Psychiatry has come a long way since the days of chaining lunatics in cold stone cells and parading them as freakish marvels in front of a gaping public. After a difficult and often disreputable journey, my profession now practices an enlightened and effective medicine of mental health, giving rise to the most gratifying moments in a psychiatrist’s career: bearing witness to clinical triumphs. Often, these are not merely the relief of a patient’s symptoms but the utter transformation of a person’s life.
A few years back I had a patient like Abigail Abercrombie who suffered from panic attacks and had been homebound for two decades. At first, I had to make house calls just to see her, since she refused to leave the dismal safety of her cramped Manhattan apartment. When she was finally able to visit me at my office, she sat near the open door with her bicycle perched just outside so she could flee at any moment. Today, she goes hiking with her husband, socializes with friends, and takes her children to school, telling me, “I feel like my world has become a hundred times larger.”

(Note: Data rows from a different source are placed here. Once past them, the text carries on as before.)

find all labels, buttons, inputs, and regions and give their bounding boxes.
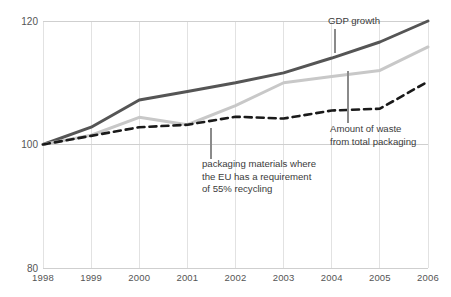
x-tick-label-2004: 2004 xyxy=(321,272,343,283)
y-tick-label-120: 120 xyxy=(21,16,38,27)
annotation-label-amount-of-waste: Amount of waste xyxy=(330,123,401,134)
x-axis-tick-labels: 199819992000200120022003200420052006 xyxy=(32,272,439,283)
annotation-label-amount-of-waste: from total packaging xyxy=(330,136,416,147)
annotation-label-gdp-growth: GDP growth xyxy=(328,15,380,26)
x-tick-label-2001: 2001 xyxy=(176,272,198,283)
line-chart: 80100120 1998199920002001200220032004200… xyxy=(0,0,451,297)
annotation-label-packaging-materials: packaging materials where xyxy=(202,158,316,169)
y-tick-label-100: 100 xyxy=(21,139,38,150)
x-tick-label-2002: 2002 xyxy=(225,272,247,283)
x-tick-label-2003: 2003 xyxy=(273,272,295,283)
x-tick-label-2000: 2000 xyxy=(128,272,150,283)
chart-container: 80100120 1998199920002001200220032004200… xyxy=(0,0,451,297)
x-tick-label-2005: 2005 xyxy=(369,272,391,283)
annotation-label-packaging-materials: of 55% recycling xyxy=(202,183,272,194)
x-tick-label-2006: 2006 xyxy=(417,272,439,283)
chart-background xyxy=(0,0,451,297)
x-tick-label-1998: 1998 xyxy=(32,272,54,283)
annotation-label-packaging-materials: the EU has a requirement xyxy=(202,171,312,182)
x-tick-label-1999: 1999 xyxy=(80,272,102,283)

I treated a fifty-year-old man who suffered from a nearly lifelong depression and twice tried to kill himself. He quit several jobs and was unable to maintain a romantic relationship. After two months of treatment with antidepressant medication and psychotherapy, he felt that a veil of gloom had been lifted and asked, “Is this how most people feel? Is this how most people
live?
”
My friend Andrew Solomon also suffered from suicidal depression for years before receiving effective treatment. He wrote eloquently about his illness in
The Noonday Demon: An Atlas of Depression
, a Pulitzer Prize finalist and winner of the National Book Award. Today, he is happily married and enjoys a very successful career as a writer, activist, and highly prized speaker. “Without modern psychiatry,” Solomon assures me, “I truly believe I might have been dead by now.”

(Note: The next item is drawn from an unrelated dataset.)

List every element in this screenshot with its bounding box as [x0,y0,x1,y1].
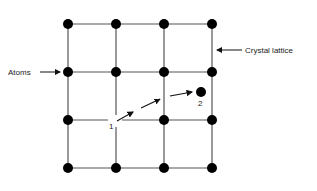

Not so very long ago, those suffering from bipolar disorder, such as Patrick Kennedy, had every reason to believe that their lives would inexorably lead to financial ruin, public humiliation, and wrecked relationships. Kay Jamison, another dear friend, was whipsawed between careening flights of mania and crushing bouts of depression when she was a graduate student and junior faculty member in psychology at UCLA. Her prospects looked bleak. Today she is a tenured professor of psychiatry at Johns Hopkins and was named a “Hero of Medicine” and one of the “Best Doctors in the United States” by
Time
magazine. Her writing, including five books, is highly acclaimed and earned her an honorary doctor of letters from the University of St. Andrews. She says psychiatry “restored her life.”

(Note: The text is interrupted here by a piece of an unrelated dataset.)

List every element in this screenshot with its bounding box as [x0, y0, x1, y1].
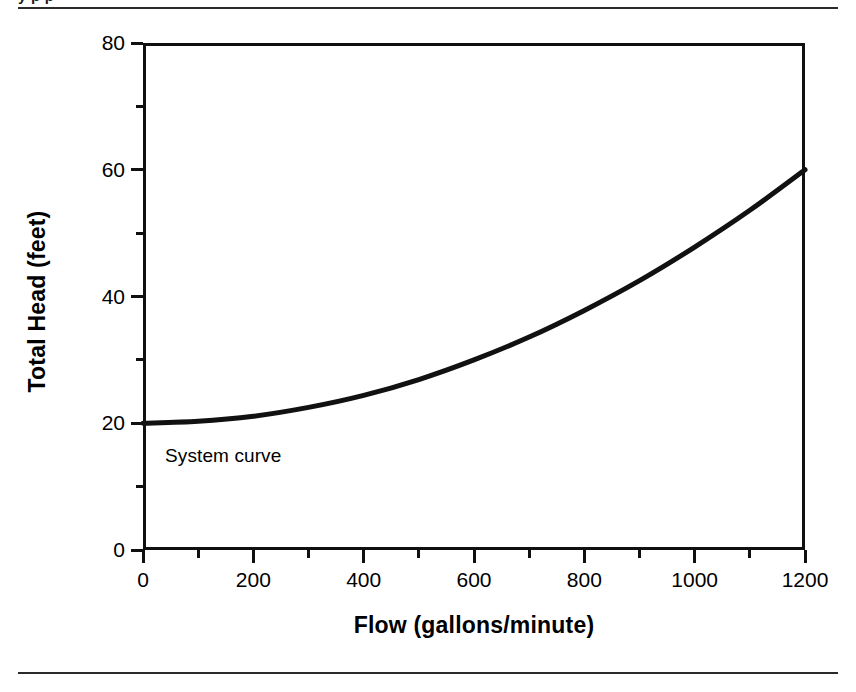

What about the most severe and frightening of psychiatry’s flagship illnesses, the supreme scourge of the mind: schizophrenia? Today, if a person with schizophrenia, the most virulent form of psychosis, comes to the psychiatry department of a major medical center and fully avails herself of quality treatment—and sticks with it after she is discharged—the most likely outcome is recovery and the ability to have an independent life and continue her education or career. Consider my friend Elyn Saks.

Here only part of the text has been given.